By Isabela Bibulovic, 3L, Lincoln Alexander School of Law
Introduction
Data breaches have become acute in the post-covid age. In just two years, ransomware payments have increased in Canada 51.6% but “only 42% of organizations who paid the ransom had their data completely restored” (National Cyber Threat Assessment 2023-2024). Legislators have imposed compliance requirements on private-sector entities following data breaches (Personal Information Protection and Electronic Documents Act [PIPEDA]) but affected users often find themselves without compensation. Consequently, many have turned to class actions.
Overview
Class actions enable multiple individuals (class members) to collectively pursue legal action, effective against powerful opposing parties. For a class action to proceed it must first be “certified” by a judge. The application of class actions to technological threats has encountered challenges, often involving intricate legal technicalities too remote for the general public to care (ex: appropriateness of an intrusion upon seclusion claim if the intrusion is from third-party hackers). However, a recent decision out of Alberta should peak your interest.
Imagine a scenario: a data breach compromises your personal information stored on a corporation’s server. After a ransom payment, the hackers return your information to the organization, assuring that it wasn’t disclosed. Years pass and no fraud or identity theft occurs. Did you suffer a harm or loss? Currently, the law says no.
In Setoguchi v Uber BV, 2023 ABCA 45, a class action brought the foremost test on whether the law comprehends the modern threats to personal information. This case spotlights the common law’s misconception of harm in the digital age (read more here for an overview of Setoguchi).
Despite evidentiary disagreements in Setoguchi, both levels of court agreed that while “the hackers accessed and stole the personal information… the appellant had provided no evidence of actual harm or loss” because “there was no evidence the information compromised in the hack was released to anyone other than the hackers in the four years since the hack” (Setoguchi ABCA at para 21). In essence, harm will only be established if there is damage resulting from the data breach.
The inherent harm in a data breach is the loss of control over personal information
The current legal understanding of harm in data breaches fails to recognize the loss of control over personal information as a significant harm. The “cramped understanding of harm harkens back to early conceptions of the common law. Nineteenth-century tort claims required proof of physical injury or property loss” (Risk and Anxiety: A Theory of Data-Breach Harms at 754). However, the defining characteristics of harm have changed, from control over property to control over identity. Control presumes the ability to choose.

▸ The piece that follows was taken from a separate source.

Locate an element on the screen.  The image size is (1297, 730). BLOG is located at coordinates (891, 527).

Choice is fading. In 2023, the Privacy Commissioner of Canada, cautioned: “In this digital age, the world is at our fingertips, and the price of that convenience is often the sharing of personal information. But… are people aware of [the risks] before they make the choice to share?” A few years earlier, the Commissioner in his letter to the Standing Committee on Access to Information, Privacy and Ethics, described: “In the age of big data… it is no longer entirely clear who is processing our data and for what purposes.” Aggravating matters further, according to the 2020-21 Survey of Canadians on Privacy-Related Issues “the majority of Canadians feel they have not very much or no control at all over how their personal information is used by companies (61%) or by government (65%).”
The above realities have yet to be fully recognized by our courts. To illustrate, the certification judge in Setoguchi noted that the information obtained in the data breach is not private and thus there is no actual loss, because it is information that could have been obtained in “telephone directories of the past” (Setoguchi ABQB at para 45). In response, telephone directories functioned under a subscriber model, where users could opt-out from having their personal information publicly disclosed. There was control over personal information.

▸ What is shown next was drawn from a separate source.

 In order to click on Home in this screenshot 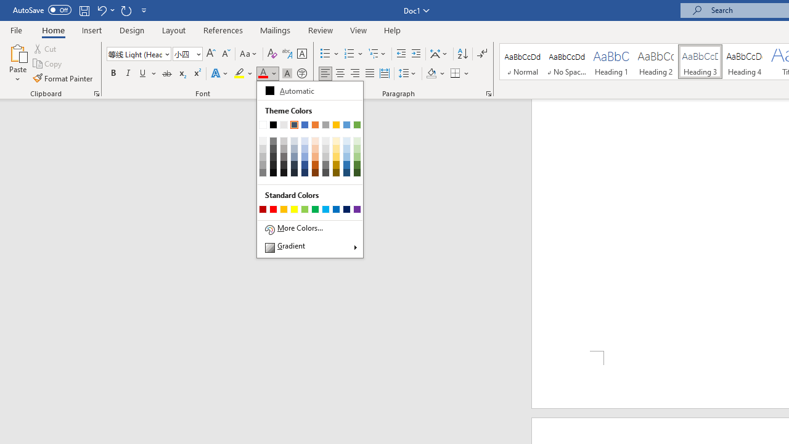, I will do `click(53, 30)`.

In a digital age characterized by rampant loss of control, requiring additional harm or loss from data breaches would be akin to saying to an injured person that unless they can show broken bones, the individual is not injured. The data breach in and of itself is the harm because of the loss of control over personal information.
Recent developments in jurisprudence
The loss of control over personal information as an inherent harm is not a foreign legal concept. Privacy itself is defined in jurisprudence as the right of an individual to control personal information.
In 2021, the Federal Court of Canada affirmed that the focus of privacy legislation such as PIPEDA “is on ensuring that individuals can control their personal information, which is intimately connected to their individual autonomy, dignity and privacy” (2021 FC 723 at para 39). Quebec’s Charter of Human Rights and Freedoms contains express protection for “private life”: “Toute personne a droit au respect de sa vie privée.” Notably, this provision allowed the Uber class action pursued in Setoguchi to be certified in Quebec (Fortier c. Uber Canada Inc., 2021 QCCS 4053).
Conclusion
The harm in a data breach is not solely fraud, or a substantial future risk. Rather, the harm is loss of the right to control personal information. Data breach class actions are the most likely vehicle to move courts toward developing the common law in this regard. Courts should not wait for broken bones when injuries are visible and reoccurring.